It started out like most days. I woke up late, made breakfast, eggs, sunny side up, couple of slices of bacon, made toast with grape jam, and enjoyed some daytime t.v. with my mum. My dad had already left for work, a broker on Wall Street. A few hours later, around two o'clock, my mum followed suit and left for her job, a hostess at one of the various upscale dining locales. I can never remember which one it is. I don't like fancy food.
I would follow suit around four thirty, drive my way down to the local pizza joint near The City College of New York, and work there until around midnight and come home. Or so my parents thought.
What would actually happen, would be I'd go there around four thirty, work the dinner rush, and then leave around eight o'clock. From there, I'd head to the college campus and borrow the computer lab, and stuff myself in the corner with a bottle of Coke and a bag of Cheetos. I did my honest best to look studious as I set up a couple of proxies and checked my personal e-mail. Nothing interesting. Some spam, a couple of offers for credit cards, and a letter from a friend of mine who was back home in Arizona, visiting family for the summer. I sent a general, boring reply, giving him the not much is going on here, sent him a link to a hilarious video I'd found, and farted around on the internet for an hour before I got to work.
My actual job is a hell of a lot less legal and infinitely more interesting than a part time pizza maker. I'm an information broker. A secret keeper. I sell information to the highest bidder. Things like that. I'm a smart girl that does her research, and I make a pretty penny doing it. I'm also very careful with my finances to avoid suspicion with banks and the like. I wiped my cheese powered hand on my black butt shorts, you know, the tight jean type that most fashionable types wear (guilty pleasure, fashion is), and a second time, scanned the room.
There was the tech at the desk, but other than that, the room was mine for the last hour it was open. I cracked my neck, then my knuckles, and logged in to my work e-mail. I kept it mostly empty, other than basic conversations----never anything regarding actual business----I preferred other methods of contact. E-mails are waaay too easy to trace. I had a few new e-mails, one from a regular customer, one of the local gangs, The Fangs, asking about an incoming shipment of cocaine that their rivals, Garra de la Heirda were getting. Before you give me any funny looks about that, I never said I was a straight shooter; my job isn't always sunshine and puppy dogs, and I don't always do business with the nicest of people.
I do grimace sometimes, like when I do jobs for The Fangs, I know that they're kind of a nasty gang, lots of violence, pretty unchecked, but, as a broker, I always have the right to negotiate price and simply say the info's too hot. I'm too good to say I couldn't get the goods, my pride gets in the way of that. I digress, though. Second e-mail was from a customer, whom will remain nameless, determining a drop off point for payment for a job well done. The third e-mail, though...that was what got my attention. I took a moment to lean back in my chair and inhale the last of my Cheetos as I read it, chuckling at the sheer, well, ridiculousness of the request. It read as such:
Dear Knight,
I'd like to make use of your services. I have tried to find the information on my own, but I really couldn't sift through fact or fiction myself. That is why I want you to gather the information for me. I would like to arrange for a meeting, if possible, and am willing to pay handsomely for it. Money isn't an issue. The subject I'm looking for information on is ghosts, hauntings, and spirits attached to a location, object, or person.
If you could send a reply when able, I'd really appreciate it.
Sincerely, A. Hawthorne
I really, really took my sweet time to reply to this, it wasn't that I needed a break or something, it was just. Man. At the time, this e-mail struck as so crock full of crazy person who had managed to figure out my existence, that I just spent five minutes laughing. It sounded so serious, so official. If it was one of those cult freaks, I wouldn't have been surprised. I stopped to ponder my empty bag of Cheetos, and rose, walking to the trash can to toss it. The tech gave me a grin, he was a sort of geeky looking guy, thin body, blue polo, jeans, sandals, shaggy brown hair, blue eyes, tall, but hunched over, and said, "Funny e-mail?"
I half grinned back, surprised, "How'd you guess?"
"No one laughs when they're doing papers or homework." I tilted my head and nodded, the guess was pretty reasonable. I stuck my hands in my pockets and made the walk back to the chair and flopped into it. I sat and thought, and opened up the reply box, deciding as I was writing, to reply in the affirmative. I set up a meeting for two days later, figuring I could use a good laugh, and if nothing else, set this Hawthorne in the direction of a good therapist I knew.
I closed out the e-mail, got rid of the proxies, got rid of the evidence that I had been on the computers at all, and wiped the keyboard with my white zip up hoodie, getting rid of fingerprints, and waved to the tech as I left, planning on having myself a good Thursday night.
I had no idea what sort of shit I would be dragging myself into.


§ EXERCISE GOAL
Gather each line of the records where "pixels" appears.

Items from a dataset
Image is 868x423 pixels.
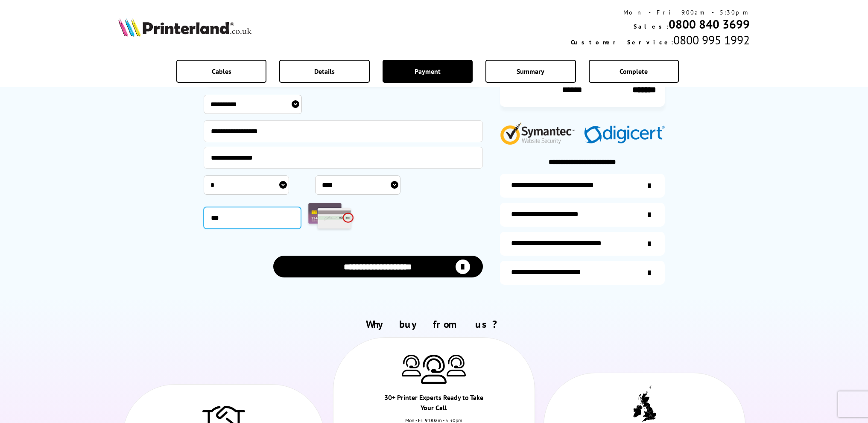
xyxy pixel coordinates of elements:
img: Printerland Logo [118,18,252,36]
a: items-arrive [500,203,665,227]
span: Cables [211,67,231,75]
div: 30+ Printer Experts Ready to Take Your Call [384,392,484,417]
span: Complete [620,67,648,75]
span: Customer Service: [570,38,673,46]
span: Sales: [634,22,669,30]
span: 0800 995 1992 [673,32,750,48]
a: additional-cables [500,232,665,256]
img: Printer Experts [421,355,446,384]
span: Payment [415,67,441,75]
img: Printer Experts [446,355,466,376]
a: 0800 840 3699 [669,16,750,32]
span: Summary [517,67,544,75]
h2: Why buy from us? [118,318,749,331]
span: Details [314,67,335,75]
div: Mon - Fri 9:00am - 5:30pm [570,8,750,16]
a: secure-website [500,261,665,285]
a: additional-ink [500,174,665,197]
img: Printer Experts [402,355,421,376]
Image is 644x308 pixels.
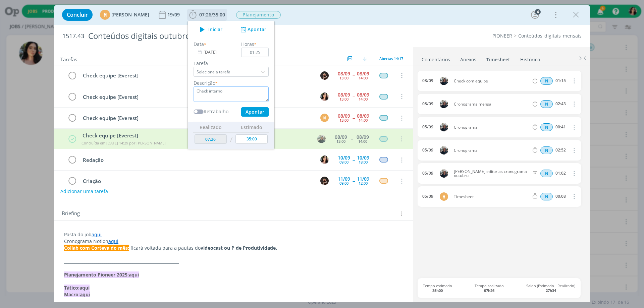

§ EXERCISE RESPONSE
Image is 868x423 pixels.
Image is 644x308 pixels.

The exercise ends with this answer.